Consisting of civic activists and descendants of the forced laborers, the group plans to hold a groundbreaking ceremony Tuesday, which is National Liberation Day, marking the 72th anniversary of South Korea’s independence from Japan’s 1910-1945 colonization.
An artist’s rendering of the statue “Unresolved Pain of Forced Labor” (Forced laborers association) An artist’s rendering of the statue “Unresolved Pain of Forced Labor” (Forced laborers association)
The statue is to be set up by October.

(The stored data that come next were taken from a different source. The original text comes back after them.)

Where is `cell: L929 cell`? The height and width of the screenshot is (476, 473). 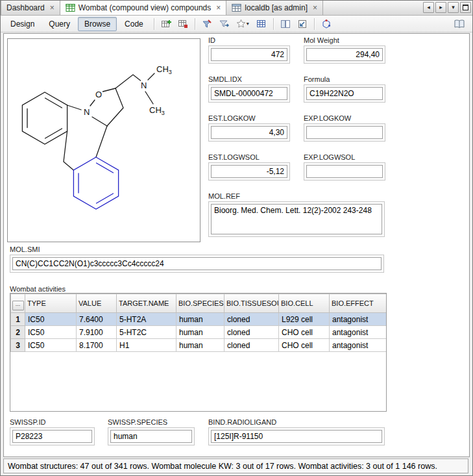 cell: L929 cell is located at coordinates (304, 319).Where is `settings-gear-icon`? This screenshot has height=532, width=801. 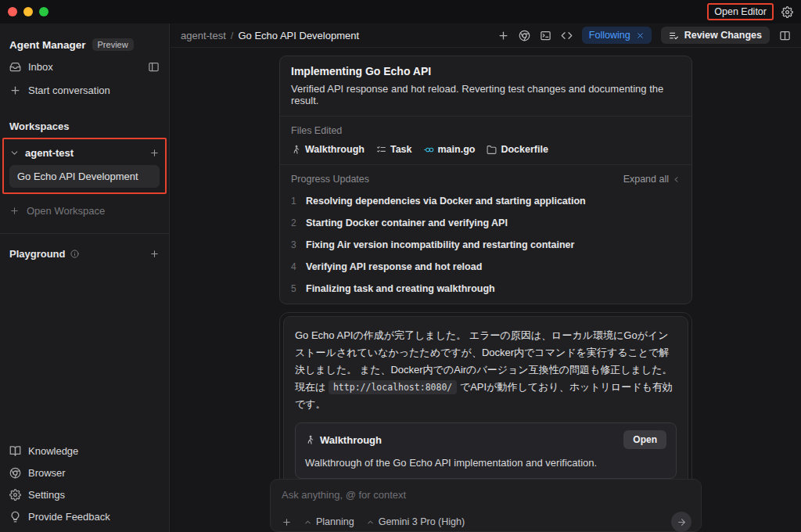
settings-gear-icon is located at coordinates (787, 13).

It will stand next to the existing “Statue of a Girl of Peace” built to remember another wartime atrocity of Japan -- its trafficking of young Asian girls, mostly Koreans and Chinese, into sex slavery for its soldiers. 

Artist Kim Woon-sung who created the girl statue is to make the laborer statue, which is envisioned to be 4 meters wide and 3 meters tall, with a slate explaining the history of the forced laborers. 

The group also plans to install two more laborer statues -- one near the Japanese consulate in the southeastern port city of Busan and another near Gwangju Station in the southwestern city, as part of its plans to continue to pressure the Japanese government to offer an official apology and compensate Koreans for labor exploitation.

The plan, however, is likely to cause controversy, worsening already strained Seoul-Tokyo ties over the girl statues. 

South Korea’s Foreign Ministry has expressed reservations about the group’s move to erect statues near the diplomatic missions, saying that such a move is “not desirable” in view of international courtesy and customs as well as for security issues. 

Japan has also raised strong objections and recently asked the Seoul government to take appropriate action. In April, Japanese Chief Cabinet Secretary Yoshihide Suga called the civic group’s move a “big problem.”

The District Office of Jongno, where the Japanese Embassy is located, said it had not received any application with regard to the installation of the statue. The office said it will be against the law to set up the statue without the district office’s approval. 

On Saturday, two similar statues in commemoration of the forced laborers were set up, with one in front of Yongsan Station in Seoul and the other in the western city of Incheon. There is also another erected in the Japanese city of Tanba, northern Kyoto Prefecture, in 2016. 

The three statues were erected by the country’s two representative labor groups, the Federation of Korean Trade Unions and the Korean Confederation of Trade Unions.

In March, the government refused to allow the installation of the statue in Yongsan, citing the “inappropriateness of erecting the statue on state property.” That decision is being appealed and the statue currently remains intact. 

Yongsan Station is where the Japanese Army convened Koreans coerced into labor before sending them to regions in Japan, Sakhalin, Kuril Islands in Russia.

In Incheon, the statue “Hunch of Liberation,” a work by sculptor Cho Won-suk, was erected in a park, across from what used to be an arsenal belonging to the Japanese Imperial Army. It was modeled after Ji Young-rye, a survivor of forced work at an arms factory. Citizens donated 100 million won ($89,000) for the construction of the statue.

Japan ruled the Korean Peninsula from 1910 to 1945 during which historians say millions of Koreans were coerced into labor. In Incheon alone, at least 151 Koreans were forced to work by the Japanese.